Faulty goods are different. If goods arrive damaged or defective, customs duty is refundable. But proof of fault is required — this is a customs authority process, not a simple online return.
Confirm: (1) Does iHerb refund VAT on returned goods — check their current returns policy. (2) Are the goods faulty (eligible for duty refund) or unwanted (duty non-refundable). (3) What is the return shipping cost to the USA — this is at the consumer's expense and can be significant. (4) What is the processing time for any refund. These four questions significantly change the effective cost of a return from July 2026.
Buying from the EU versus outside the EU from July 2026
The rule change creates a clear cost difference between EU-based and non-EU-based supplement retailers for Irish consumers. This table shows the practical difference.

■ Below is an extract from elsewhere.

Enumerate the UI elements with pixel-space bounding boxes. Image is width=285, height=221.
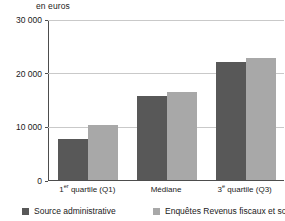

| Factor | iHerb / Non-EU Retailer | Probiotic.ie (EU Retailer) |
|---|---|---|
| Customs duty from July 2026 | €3 per distinct item | None |
| VAT on customs duty | Yes — 13.5% on duty amount | Not applicable |
| Customs duty on returns | Non-refundable (unless faulty) | Not applicable |
| Delivery time | Variable — customs clearance may add delays | Typically 2–4 working days |
| Charge certainty at point of purchase | May depend on checkout implementation | Full price visible at checkout |
| FSAI regulation | Not regulated by Irish FSAI | Regulated under FSAI food supplement guidelines |
| Product range | Extensive — thousands of SKUs | Specialist range — selected brands |
| Currency | USD (exchange rate risk) | Euro |
The honest framing: iHerb offers breadth that no single Irish retailer can match. The new customs charges do not make iHerb inaccessible — they make multi-item orders materially more expensive. For Irish consumers who buy one or two products regularly, the additional cost is €3–€6 per order. For those who buy five or more different products per order, the additional cost is €15+ plus VAT on duty.
No Customs Charges — Ships from Dublin
Probiotic.ie is an Irish-owned supplement retailer shipping from within the EU. No €3 per item duty. No import charges. FSAI regulated.
All orders ship from within the EU. 13.5% VAT included in displayed prices. Not a medicine.
- Based on iHerb's published shipping information at the time of writing, iHerb ships to Ireland from locations outside the EU (US warehouses by air freight, per iHerb's own Ireland shipping page). From 1 July 2026, the €3 per item customs duty applies. Verify dispatch location at checkout as logistics may change.
- Three different supplements in one iHerb order = €9 customs duty. Five different supplements = €15 customs duty.
- Two identical bottles of the same supplement count as one item = €3 customs duty.
- VAT at 13.5% is calculated on the combined goods value plus customs duty — not on goods alone.
- Customs duty is non-refundable on change-of-mind returns. Only faulty goods trigger a Revenue duty refund.
- iHerb pre-collects duties, taxes, and import fees at checkout for Irish orders — the new €3 per item duty should appear as a checkout line item, not a delivery surprise.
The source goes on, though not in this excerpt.